In attempting to analyze the effect of geography, we decided to use population density as a proxy for urban dwelling. In 2015 and 2018, an increase in population density of 1,000 people per square kilometre in one’s area of residence is associated with approximately 1.1 percent increase in likelihood of using mobile money. Figure 5 shows the location of mobile money users and non-users in Kenya for those observations whose latitudinal and longitudinal coordinates were available in the 2018 data set. Counties like Nairobi and Samburu, which have higher population density, are largely reached, whereas areas such as Turkana have a higher proportion of non-users. In initial drafts of our linear regression, we used county dummy variables as an alternative for rural/urban classification and population density. This was to understand if a person’s county would be associated with their likelihood of mobile money use. County dummies did not offer improvements in accuracy over the final model we saw and they complicated the models significantly. In reviewing both approaches, we surmise that population density data and county categorizations cannot capture variations in more granular factors such as mobile money agent proximity, electricity, and road access. These are likely to have a stronger association with mobile money adoption and should be a priority for future studies.

Figure 5. Geographic locations of mobile money users in Kenya based on 2018 data.

This is not to suggest that gender, income, wealth, and city dwelling are unrelated to mobile money use. It is more likely that the spread of mobile money in Kenya has become highly intersectional. For example, education likely interacts with other characteristics to produce uneven outcomes. In 2015, lacking any form of education was associated with a 17.5 per cent decrease in one’s likelihood of using mobile money. In 2018, this was approximately a 13 per cent decrease. Furthermore, in both our logistic regressions, no education is among the top five predictors of not using mobile money. Qualitative studies help to give a more precise illustration of how education can be related to mobile money use and access.

Researchers have examined the experience of Kenyan women and farmers as they interact with various mobile technologies. For example, Wyche, Simiyu, and Othieno found that phone churn (i.e., switching phones after a previous one’s irretrievable breakdown) is significant among rural users, a finding affirmed by Wesolowski and colleagues.22 This is a result of wide variation in the quality of phones, from counterfeits to third- or even fourth-hand sets. Aside from limited functionality (e.g., broken keypads), each phone has a different operating sequence for mobile money apps such as M-Pesa, so users have to relearn the app each time and cannot help each other.

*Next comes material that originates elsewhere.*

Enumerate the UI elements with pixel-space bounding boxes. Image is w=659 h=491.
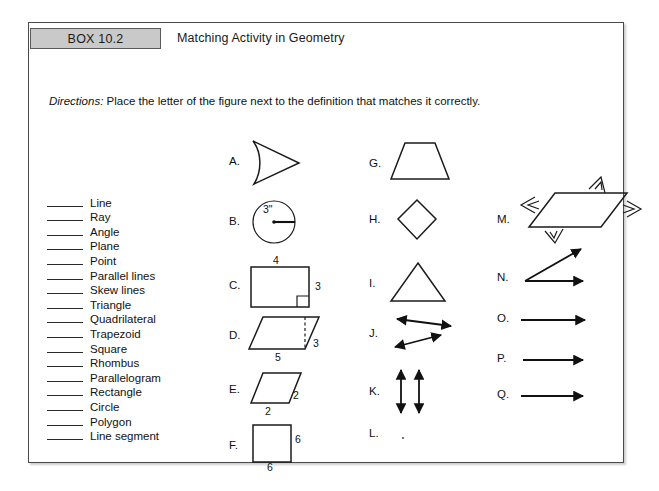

In a 2018 paper, Susan Wyche and Jennifer Olson found through an ethnographic approach that the PIN-based system favoured by M-Pesa could be conceptually foreign.23 Users often forgot PINs and retrieving or assigning a new PIN is time consuming because it requires a one- to twohour trip to the nearest agent to fix. A person’s education interacts in complicated ways with other forms of marginalization. We would not expect a woman living in the urban centre of Nairobi and a woman living in Central Turkana to face the same use cases, pressures, alternatives, or challenges in using mobile money.

Language and ethnicity may also complicate mobile money use. While neither the 2015 nor 2018 data sets collected information on ethnicity, participants were able to choose a preferred language to complete the survey from a limited range of options. Most participants opted for English or Swahili, making the language preference variable an imperfect proxy for ethnicity. Despite this, we found results significant and strange enough that they invite further investigation. In 2015, Somali language-preference participants were significantly less likely to use M-Pesa, a trend sustained through all three of our models. In 2018, this trend disappears, and Somali preference participants are no different from those who chose to have the interview in Swahili.

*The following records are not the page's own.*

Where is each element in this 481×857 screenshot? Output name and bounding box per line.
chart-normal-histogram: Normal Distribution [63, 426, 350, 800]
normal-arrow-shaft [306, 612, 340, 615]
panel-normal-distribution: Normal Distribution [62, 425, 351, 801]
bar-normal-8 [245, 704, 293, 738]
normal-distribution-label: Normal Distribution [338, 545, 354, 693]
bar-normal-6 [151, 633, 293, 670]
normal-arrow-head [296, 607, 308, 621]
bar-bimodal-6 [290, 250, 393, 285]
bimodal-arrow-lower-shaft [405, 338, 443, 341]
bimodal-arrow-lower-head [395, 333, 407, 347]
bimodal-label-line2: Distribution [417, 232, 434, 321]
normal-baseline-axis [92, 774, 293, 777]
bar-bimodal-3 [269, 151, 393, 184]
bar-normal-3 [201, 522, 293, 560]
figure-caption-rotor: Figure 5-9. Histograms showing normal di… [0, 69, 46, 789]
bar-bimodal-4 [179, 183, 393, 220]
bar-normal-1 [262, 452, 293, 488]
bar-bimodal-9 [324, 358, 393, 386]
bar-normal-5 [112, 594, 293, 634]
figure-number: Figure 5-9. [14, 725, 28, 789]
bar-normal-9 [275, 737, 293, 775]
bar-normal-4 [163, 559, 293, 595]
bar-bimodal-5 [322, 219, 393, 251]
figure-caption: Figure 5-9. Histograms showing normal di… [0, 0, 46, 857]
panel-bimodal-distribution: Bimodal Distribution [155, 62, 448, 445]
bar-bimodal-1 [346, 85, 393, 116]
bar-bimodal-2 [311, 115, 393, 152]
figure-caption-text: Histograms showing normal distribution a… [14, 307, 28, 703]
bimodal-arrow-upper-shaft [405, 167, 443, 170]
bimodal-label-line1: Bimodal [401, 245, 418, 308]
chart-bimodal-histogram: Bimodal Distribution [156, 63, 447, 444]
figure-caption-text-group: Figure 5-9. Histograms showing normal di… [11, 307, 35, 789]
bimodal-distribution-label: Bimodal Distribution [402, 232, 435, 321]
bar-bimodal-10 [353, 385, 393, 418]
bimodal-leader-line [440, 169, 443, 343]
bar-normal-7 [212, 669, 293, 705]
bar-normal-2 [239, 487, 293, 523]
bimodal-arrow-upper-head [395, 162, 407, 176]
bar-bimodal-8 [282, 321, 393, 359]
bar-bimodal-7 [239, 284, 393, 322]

We also examined data collected on the religious group of participants. In 2015, our linear regression suggests strong and significant associations between preferring to speak Luhya or Kalenjin or being Muslim and not using mobile money. This was not the case in 2018, however. Although Hindus and Sikhs are an exceptionally small minority in the survey, they were especially unlikely to be mobile money users in either 2015 or 2018.

Although these findings should be taken cautiously, we report them because they show some coherence with real-world trends that increasingly suggest that examining ethnic differences in mobile money use is worthy of investigation. Significant ethnic differences relate to ID possession in Kenya. A 2013 report by the Kenyan Human Rights Commission says that “the process of vetting Kenyan-Somalis, Nubians, and Kenyan Arabs [for identity cards] is discriminatory and violates the principle of equal treatment. Such a practice has no place in a democratic and pluralistic society.”24 In 2019, the country’s nationwide push toward assigning a unique biometric ID for each citizen likely exacerbated these inequalities.25 Given the importance of government ID to mobile money, examining the link between ethnicity and access should be of primary interest to future researchers.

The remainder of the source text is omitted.